Despite her disappointment at the restrictions, Ayoub is determined to make the festival special. Her family plans to perform a congregation prayer at home while maintaining 1.5 metres distance and will follow a live stream of prayers by her local mosque.

"This Eid-ul-Adha will be different, but we will make the best out of it in the best way we can without breaking any rules."

The local constraints on numbers are also reflected at Islam's holiest shrines. The journey to Hajj in Mecca, Saudi Arabia, is the annual Islamic pilgrimage that all Muslims who are financially and physically capable, must perform at least once in their lifetime. In any other year up to 2.5 million Muslims would perform the pilgrimage but in 2020, only 10,000 Saudi residents are expected to attend. Saudi Arabia's decision to impose a travel ban on foreign pilgrims in a bid to stop the spread of the virus has left thousands devastated.

Mohanned Skaf was one of those pilgrims. "I was looking forward to finally seeing the Kaaba which Muslims pray to," he told SBS News. "I am gutted, but at the end of the day, it is what it is. The coronavirus is a real concern, and I feel it was a good decision to not go."

In Melbourne, Sheikh Belal Assaad, an imam and Islamic scholar, said physical distancing should not ruin the spirit of Eid-ul-Adha. Instead, he believes Muslims can find solace in their worship and connection with God by finding alternatives.

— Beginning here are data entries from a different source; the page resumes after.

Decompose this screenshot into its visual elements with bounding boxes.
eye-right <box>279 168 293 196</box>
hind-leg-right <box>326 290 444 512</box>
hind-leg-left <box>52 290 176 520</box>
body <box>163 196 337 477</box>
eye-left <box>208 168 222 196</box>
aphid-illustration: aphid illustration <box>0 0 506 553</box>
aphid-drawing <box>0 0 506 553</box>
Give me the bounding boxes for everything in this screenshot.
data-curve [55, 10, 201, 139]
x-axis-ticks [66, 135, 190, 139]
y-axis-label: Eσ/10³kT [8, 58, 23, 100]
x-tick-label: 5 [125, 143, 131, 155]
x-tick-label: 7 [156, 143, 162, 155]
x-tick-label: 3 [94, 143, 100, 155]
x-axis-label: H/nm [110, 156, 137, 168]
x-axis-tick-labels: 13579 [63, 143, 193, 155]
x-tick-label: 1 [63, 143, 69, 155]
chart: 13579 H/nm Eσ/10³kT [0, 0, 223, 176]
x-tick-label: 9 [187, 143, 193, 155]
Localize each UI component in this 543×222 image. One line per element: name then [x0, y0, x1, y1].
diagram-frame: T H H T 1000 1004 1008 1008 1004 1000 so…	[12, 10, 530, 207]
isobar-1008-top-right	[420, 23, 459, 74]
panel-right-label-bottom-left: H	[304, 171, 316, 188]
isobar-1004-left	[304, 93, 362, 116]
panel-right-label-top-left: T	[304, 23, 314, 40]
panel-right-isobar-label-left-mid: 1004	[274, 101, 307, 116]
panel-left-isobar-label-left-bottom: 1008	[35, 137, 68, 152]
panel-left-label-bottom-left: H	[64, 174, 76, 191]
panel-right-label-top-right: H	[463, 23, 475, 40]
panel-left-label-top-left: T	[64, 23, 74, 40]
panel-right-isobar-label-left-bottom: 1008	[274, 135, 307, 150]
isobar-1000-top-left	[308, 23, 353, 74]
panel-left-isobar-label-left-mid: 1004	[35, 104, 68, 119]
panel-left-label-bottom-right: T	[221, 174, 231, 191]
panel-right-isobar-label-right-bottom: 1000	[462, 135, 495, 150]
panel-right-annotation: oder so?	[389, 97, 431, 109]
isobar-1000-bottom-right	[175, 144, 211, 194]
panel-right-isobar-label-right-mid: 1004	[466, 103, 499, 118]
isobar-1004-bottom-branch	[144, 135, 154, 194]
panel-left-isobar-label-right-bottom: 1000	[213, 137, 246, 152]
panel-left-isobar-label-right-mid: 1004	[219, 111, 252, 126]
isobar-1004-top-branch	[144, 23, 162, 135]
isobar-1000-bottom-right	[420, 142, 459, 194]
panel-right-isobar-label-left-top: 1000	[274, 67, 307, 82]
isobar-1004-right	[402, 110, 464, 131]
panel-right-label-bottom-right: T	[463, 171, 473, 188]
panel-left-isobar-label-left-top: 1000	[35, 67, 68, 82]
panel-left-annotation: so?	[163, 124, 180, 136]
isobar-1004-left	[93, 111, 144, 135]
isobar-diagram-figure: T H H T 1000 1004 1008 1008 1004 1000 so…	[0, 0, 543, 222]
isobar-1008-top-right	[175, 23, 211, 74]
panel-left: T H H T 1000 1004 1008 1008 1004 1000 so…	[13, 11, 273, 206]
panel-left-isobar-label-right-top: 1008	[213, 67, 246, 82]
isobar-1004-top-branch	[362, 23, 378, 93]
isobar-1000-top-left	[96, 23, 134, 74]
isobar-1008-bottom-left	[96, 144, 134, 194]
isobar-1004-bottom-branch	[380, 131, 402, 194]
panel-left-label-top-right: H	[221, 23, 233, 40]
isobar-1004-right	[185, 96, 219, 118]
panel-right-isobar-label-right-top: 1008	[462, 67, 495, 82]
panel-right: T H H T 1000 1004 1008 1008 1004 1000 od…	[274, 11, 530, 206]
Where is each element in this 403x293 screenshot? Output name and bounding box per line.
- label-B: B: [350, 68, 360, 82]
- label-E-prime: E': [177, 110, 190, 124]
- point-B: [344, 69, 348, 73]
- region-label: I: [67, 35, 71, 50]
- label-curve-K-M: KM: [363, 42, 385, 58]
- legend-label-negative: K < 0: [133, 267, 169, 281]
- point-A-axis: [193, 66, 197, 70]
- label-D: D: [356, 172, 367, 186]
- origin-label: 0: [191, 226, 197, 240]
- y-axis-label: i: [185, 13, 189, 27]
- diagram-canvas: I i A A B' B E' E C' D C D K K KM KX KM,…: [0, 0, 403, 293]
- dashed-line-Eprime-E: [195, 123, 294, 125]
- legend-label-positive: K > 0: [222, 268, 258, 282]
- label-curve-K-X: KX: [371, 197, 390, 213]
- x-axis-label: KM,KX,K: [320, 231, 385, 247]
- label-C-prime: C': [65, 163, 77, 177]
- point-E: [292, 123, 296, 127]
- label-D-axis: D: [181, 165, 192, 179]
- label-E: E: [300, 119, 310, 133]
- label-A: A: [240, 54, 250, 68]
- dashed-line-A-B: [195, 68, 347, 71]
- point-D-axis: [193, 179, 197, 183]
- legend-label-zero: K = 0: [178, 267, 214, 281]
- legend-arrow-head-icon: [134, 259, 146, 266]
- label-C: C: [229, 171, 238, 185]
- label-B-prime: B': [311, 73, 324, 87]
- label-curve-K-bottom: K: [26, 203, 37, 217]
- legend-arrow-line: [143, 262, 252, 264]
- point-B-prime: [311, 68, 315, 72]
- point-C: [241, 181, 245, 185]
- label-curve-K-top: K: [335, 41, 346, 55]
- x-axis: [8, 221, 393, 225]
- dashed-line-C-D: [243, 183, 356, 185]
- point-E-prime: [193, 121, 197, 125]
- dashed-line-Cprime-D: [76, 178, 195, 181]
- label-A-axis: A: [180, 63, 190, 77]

His family will create memories with relatives through their devices. "I've learnt that accepting uncertainties in life is a pathway to lessen stress. So, we need to do what is in our control and know that nothing will happen except what Allah has willed."

"This will be the first Eid where we will show off our children's clothes on Facetime and Zoom," he said, "but, in the same Eid clothes from last time."